Open mike - Some serious upward adjustments to Lord Rogers' vision for the Thames Gateway led to a stunt fantasy masterplan - but one that could succeed with the right convictions behind it

Sir Terry Farrell has been masterplanning the Thames Gateway since December 2003, when his presentation of "The Thames Gateway: Landscape - The First Infrastructure", proposed that nothing much should be built east of the 2012 Olympic site near Stratford. He argued that the Thames estuary - stretching to Southend and Sheppey - should be landscaped as a national park around the 600,000 households already there.

This vision for a growth area without growth was widely praised, partly because he pointed out that much of the land is an unappealing mix of brownfield, awful green belt, and prone to flooding. Sir Terry was still arguing to simply landscape the Thames Gateway in November 2005, at a lively Future Cities discussion.

He had a point. With the low number of homes planned to be built by 2016, there would be no significant expansion of London.

Criticising the low level of planned development in June 2004, the reformed Urban Task Force, under the chairmanship of Lord Rogers, called for 304,000 homes, which was supported by the Department for Culture, Media and Sport. These homes were still to be contained within the east of old London, as Farrell suggested. They were not to transform London, but increase densities around old infrastructure.

But as housing consultant Roger Humber observed in Building (14 October 2005, page 23), the Thames Gateway remains undeliverable because regardless of planning obstructions, "...the flood protection, land remediation, rail and other transport required is unaffordable and the Treasury will never pay for it".

Rogers raised the question of economies of scale when he assumed that the 38,000 ha of brownfield land in the 80,000 ha Gateway might be built on at a boring blanket of 80 homes per hectare. His presentation slide had incorrectly stated the total as 304,000; he was out by a factor of 10. So, for a magazine commission, my practice drew up a map showing what the Gateway would be like if we took the corrected figure of 3.04 million homes seriously.

Rogers’ slide presentation had incorrectly stated the total as 304,000 homes; he was out by a factor of 10

On a satellite image we drew the sites of special scientific interest, and left them alone. We assumed 25% of the best of the Thames and Medway estuaries to be cared for as landscape. The remaining 75% of previously developed land, poor farmland and waste ground we imagined developed across the full range of densities. That would be like building another Greater London to the east of the existing one. To do that well, the near complete replacement and replanning of the existing built stock should be entertained, requiring 120,000 homes per annum to be built for the next 25 years.

This was a fantasy, but one that was based on a lot of realities - such as the recognition by government of the need to replace the Thames Barrier by the end of its planned service life in 2030. We imagined a tidal barrage at the mouth of the estuary, open for container shipping, serving as a transport interchange to link Kent to Essex by road and rail, and a mile-high development connected to Liverpool Street Station by a magnetic levitation train. This was not all our idea. We just put a number of other people's great ideas together. For example the Environment Agency calls the tidal barrage "Project 2100", or TE2100 to be more precise.

Such terra-forming of the estuary - designing out the flood risk by engineering a very useful infrastructure - is entirely possible. Imagine our joy when we discovered Terry Farrell thought so, too. He now has an improved map with Project 2100-type features that he was launching at an event in London on Wednesday, as Building was going to press.

Farrell was due to be "introducing radical new ideas for the future of the Thames Gateway". Such technological solutions to natural problems are needed. But, still in denial, Farrell refuses to consider doubling London's population to fund that infrastructure.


EXERCISE GOAL — Search the records for lines that contain the word "Image". Copy them all.

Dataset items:
###

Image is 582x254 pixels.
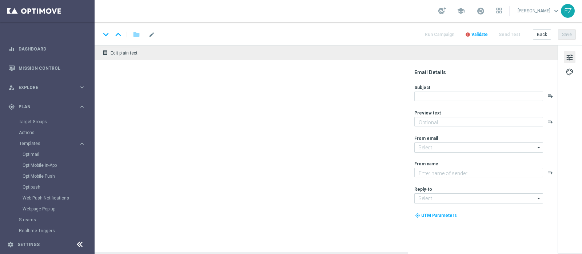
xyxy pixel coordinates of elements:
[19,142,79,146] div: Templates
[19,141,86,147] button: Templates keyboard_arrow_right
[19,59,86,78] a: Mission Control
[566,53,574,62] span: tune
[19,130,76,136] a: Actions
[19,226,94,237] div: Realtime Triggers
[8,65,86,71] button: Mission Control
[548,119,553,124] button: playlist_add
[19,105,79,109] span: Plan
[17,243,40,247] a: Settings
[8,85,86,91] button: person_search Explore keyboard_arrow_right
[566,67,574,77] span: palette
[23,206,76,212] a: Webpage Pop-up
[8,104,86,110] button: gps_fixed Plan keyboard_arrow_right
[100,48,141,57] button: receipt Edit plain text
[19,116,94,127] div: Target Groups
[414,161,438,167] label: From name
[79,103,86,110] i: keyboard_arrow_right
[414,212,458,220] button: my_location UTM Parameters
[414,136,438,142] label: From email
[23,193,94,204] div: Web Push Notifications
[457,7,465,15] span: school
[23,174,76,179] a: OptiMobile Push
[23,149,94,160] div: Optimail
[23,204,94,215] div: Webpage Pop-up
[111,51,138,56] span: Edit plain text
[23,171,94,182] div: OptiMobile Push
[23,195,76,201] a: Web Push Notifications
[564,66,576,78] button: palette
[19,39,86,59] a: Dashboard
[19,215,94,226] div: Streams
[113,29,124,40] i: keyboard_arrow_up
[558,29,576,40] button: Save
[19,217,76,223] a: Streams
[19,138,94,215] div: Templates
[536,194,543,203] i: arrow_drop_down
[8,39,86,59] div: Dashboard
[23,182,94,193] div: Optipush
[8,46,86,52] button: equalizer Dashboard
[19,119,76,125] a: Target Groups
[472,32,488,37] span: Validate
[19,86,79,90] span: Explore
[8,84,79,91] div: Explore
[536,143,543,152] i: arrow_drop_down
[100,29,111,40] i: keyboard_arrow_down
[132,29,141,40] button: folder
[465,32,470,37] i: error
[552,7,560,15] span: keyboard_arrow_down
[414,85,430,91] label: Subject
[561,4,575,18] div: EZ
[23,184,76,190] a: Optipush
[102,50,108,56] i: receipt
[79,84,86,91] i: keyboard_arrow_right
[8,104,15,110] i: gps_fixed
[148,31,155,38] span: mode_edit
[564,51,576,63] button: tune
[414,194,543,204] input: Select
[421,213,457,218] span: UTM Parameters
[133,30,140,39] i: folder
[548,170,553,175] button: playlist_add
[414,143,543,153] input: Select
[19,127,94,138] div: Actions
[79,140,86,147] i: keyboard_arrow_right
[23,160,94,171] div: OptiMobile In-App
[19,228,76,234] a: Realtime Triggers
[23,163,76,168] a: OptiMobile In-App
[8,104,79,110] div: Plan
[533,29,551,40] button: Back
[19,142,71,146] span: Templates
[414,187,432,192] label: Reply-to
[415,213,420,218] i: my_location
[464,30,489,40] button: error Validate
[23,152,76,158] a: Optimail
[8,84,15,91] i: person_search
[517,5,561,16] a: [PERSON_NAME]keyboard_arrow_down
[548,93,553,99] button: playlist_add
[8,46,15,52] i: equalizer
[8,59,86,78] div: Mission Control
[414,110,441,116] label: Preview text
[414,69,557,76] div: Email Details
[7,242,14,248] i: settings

###

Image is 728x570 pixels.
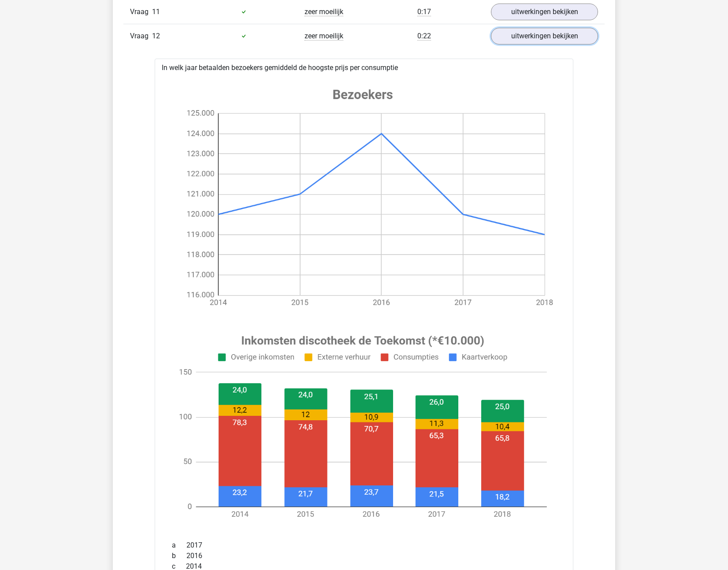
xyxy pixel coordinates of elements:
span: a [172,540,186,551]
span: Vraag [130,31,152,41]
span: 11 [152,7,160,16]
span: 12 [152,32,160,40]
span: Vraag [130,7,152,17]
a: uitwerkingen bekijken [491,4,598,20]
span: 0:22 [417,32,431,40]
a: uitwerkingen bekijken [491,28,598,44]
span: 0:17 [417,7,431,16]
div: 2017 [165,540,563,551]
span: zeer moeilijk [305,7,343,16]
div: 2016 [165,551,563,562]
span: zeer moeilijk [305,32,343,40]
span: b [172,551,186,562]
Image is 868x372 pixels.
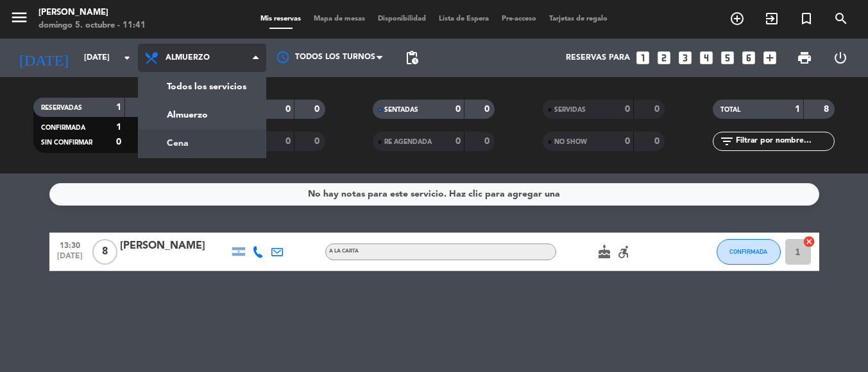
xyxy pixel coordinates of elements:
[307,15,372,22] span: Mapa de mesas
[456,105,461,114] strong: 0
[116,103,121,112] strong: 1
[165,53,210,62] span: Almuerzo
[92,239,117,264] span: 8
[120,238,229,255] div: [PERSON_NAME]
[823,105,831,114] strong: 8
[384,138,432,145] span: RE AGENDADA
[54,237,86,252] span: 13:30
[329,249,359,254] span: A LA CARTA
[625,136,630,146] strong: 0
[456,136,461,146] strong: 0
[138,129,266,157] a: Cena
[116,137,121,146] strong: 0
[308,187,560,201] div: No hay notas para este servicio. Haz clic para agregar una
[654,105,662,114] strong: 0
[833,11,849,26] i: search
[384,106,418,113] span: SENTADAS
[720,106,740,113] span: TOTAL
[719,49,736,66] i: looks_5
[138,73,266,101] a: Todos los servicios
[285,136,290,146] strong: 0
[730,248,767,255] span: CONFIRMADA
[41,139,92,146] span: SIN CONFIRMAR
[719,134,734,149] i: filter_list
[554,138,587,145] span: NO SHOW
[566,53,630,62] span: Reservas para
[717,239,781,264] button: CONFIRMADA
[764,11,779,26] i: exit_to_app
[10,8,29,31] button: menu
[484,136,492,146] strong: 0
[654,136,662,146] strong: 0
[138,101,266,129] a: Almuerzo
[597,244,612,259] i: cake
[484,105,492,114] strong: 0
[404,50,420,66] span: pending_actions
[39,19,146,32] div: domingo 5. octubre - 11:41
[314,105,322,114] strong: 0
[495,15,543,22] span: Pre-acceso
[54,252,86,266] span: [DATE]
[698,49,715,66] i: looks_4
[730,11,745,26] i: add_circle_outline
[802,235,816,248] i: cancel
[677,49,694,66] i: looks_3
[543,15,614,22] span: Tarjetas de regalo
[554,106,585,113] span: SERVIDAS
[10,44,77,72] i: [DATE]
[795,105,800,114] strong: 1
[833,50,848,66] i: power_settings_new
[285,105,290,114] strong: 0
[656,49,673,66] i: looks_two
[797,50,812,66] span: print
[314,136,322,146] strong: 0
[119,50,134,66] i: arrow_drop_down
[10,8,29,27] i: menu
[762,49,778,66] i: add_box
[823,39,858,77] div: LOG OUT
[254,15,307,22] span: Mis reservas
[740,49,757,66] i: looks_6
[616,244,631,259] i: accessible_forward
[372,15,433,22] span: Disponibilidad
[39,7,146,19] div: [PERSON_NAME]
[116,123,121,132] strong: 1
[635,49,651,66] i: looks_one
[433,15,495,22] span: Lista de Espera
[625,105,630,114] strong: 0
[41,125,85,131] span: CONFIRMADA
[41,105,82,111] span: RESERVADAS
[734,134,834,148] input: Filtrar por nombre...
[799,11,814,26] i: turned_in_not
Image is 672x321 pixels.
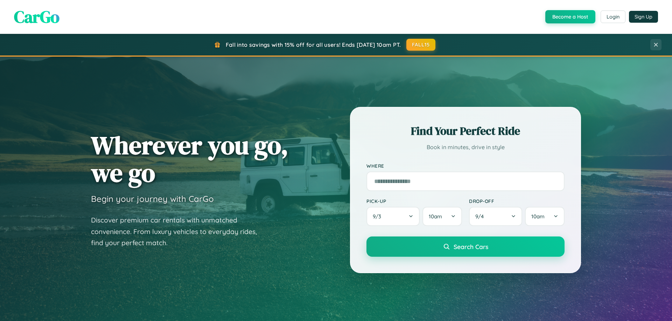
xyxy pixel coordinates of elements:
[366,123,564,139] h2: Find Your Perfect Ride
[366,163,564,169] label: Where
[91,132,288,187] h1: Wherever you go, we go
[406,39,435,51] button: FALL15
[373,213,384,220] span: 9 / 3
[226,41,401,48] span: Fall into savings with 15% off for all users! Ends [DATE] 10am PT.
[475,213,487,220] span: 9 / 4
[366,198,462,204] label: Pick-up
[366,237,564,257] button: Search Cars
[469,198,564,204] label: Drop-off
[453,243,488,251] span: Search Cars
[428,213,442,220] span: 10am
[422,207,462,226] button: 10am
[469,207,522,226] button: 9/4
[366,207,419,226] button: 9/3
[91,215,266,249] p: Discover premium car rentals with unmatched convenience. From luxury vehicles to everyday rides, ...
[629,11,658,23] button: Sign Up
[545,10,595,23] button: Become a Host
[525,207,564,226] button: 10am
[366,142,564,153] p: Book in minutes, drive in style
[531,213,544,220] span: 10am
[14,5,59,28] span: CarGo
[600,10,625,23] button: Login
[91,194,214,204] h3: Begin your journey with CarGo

###

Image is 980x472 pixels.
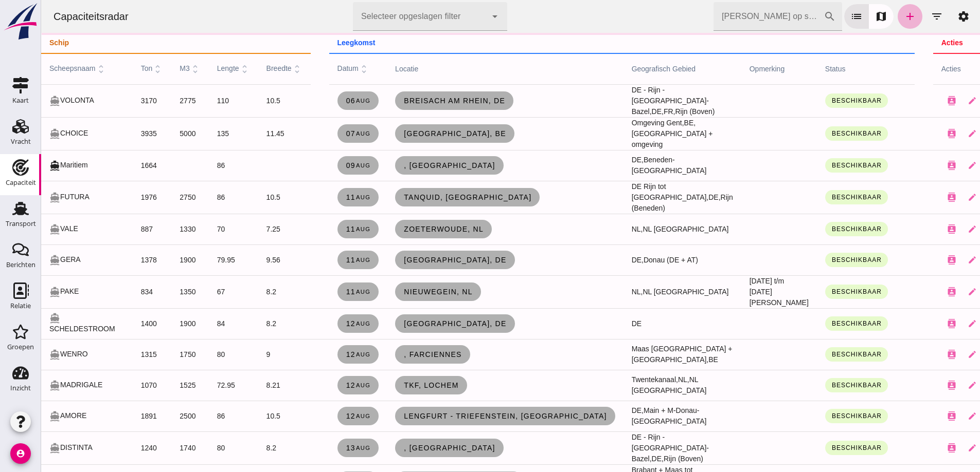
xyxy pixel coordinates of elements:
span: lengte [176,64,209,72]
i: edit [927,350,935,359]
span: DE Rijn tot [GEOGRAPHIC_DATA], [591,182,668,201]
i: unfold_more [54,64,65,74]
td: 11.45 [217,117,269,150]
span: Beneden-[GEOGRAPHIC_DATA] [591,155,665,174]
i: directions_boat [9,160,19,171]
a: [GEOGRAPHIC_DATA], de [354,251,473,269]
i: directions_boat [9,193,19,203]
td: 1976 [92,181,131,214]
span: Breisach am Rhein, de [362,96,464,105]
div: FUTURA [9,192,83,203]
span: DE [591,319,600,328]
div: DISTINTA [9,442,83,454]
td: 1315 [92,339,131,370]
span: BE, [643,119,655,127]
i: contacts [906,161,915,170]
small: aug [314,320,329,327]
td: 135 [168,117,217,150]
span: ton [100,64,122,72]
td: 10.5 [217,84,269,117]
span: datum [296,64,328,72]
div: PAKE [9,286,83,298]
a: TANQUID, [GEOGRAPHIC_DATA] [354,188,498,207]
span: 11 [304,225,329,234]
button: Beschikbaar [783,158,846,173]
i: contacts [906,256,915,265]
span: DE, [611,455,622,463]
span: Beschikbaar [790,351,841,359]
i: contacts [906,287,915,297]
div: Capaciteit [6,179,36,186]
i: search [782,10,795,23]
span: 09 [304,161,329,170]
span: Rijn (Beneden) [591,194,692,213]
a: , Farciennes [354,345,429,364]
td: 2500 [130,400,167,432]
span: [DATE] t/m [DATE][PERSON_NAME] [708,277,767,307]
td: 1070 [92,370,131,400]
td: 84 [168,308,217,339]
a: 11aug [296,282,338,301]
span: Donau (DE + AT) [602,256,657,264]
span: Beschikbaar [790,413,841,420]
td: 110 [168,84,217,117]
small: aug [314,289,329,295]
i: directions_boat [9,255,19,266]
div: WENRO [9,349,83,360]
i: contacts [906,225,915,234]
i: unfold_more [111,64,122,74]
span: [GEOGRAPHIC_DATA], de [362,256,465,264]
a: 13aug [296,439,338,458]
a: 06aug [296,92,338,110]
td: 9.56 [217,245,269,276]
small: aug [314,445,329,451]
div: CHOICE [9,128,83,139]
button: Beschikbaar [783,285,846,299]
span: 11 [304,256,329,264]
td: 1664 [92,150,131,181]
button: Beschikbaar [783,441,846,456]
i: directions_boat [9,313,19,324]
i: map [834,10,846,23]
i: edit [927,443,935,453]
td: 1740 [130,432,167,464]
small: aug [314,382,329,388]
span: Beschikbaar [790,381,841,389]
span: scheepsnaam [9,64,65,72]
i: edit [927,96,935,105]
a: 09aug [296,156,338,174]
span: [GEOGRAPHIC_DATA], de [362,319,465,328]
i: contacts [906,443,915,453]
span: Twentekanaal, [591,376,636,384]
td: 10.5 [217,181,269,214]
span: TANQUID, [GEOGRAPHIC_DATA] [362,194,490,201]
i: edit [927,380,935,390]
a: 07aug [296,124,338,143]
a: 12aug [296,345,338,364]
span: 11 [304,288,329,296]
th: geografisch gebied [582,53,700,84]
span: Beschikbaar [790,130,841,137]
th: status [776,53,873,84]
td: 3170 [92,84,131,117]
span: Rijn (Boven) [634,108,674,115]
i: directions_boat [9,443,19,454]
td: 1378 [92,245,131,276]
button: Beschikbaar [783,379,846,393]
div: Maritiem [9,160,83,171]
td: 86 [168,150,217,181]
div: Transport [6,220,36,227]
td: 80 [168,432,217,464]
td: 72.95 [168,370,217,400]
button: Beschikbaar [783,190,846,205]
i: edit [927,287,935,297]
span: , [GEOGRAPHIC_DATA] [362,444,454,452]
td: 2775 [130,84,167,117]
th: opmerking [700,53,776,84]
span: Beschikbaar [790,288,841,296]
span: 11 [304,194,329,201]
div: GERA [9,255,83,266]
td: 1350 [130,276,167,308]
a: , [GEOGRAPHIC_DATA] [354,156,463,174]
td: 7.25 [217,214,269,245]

###

SOLUTION TO THE PROBLEM —
Image is 582x254 pixels.
Image is 728x570 pixels.
Image is 868x372 pixels.
Image is 672x321 pixels.
Image is 980x472 pixels.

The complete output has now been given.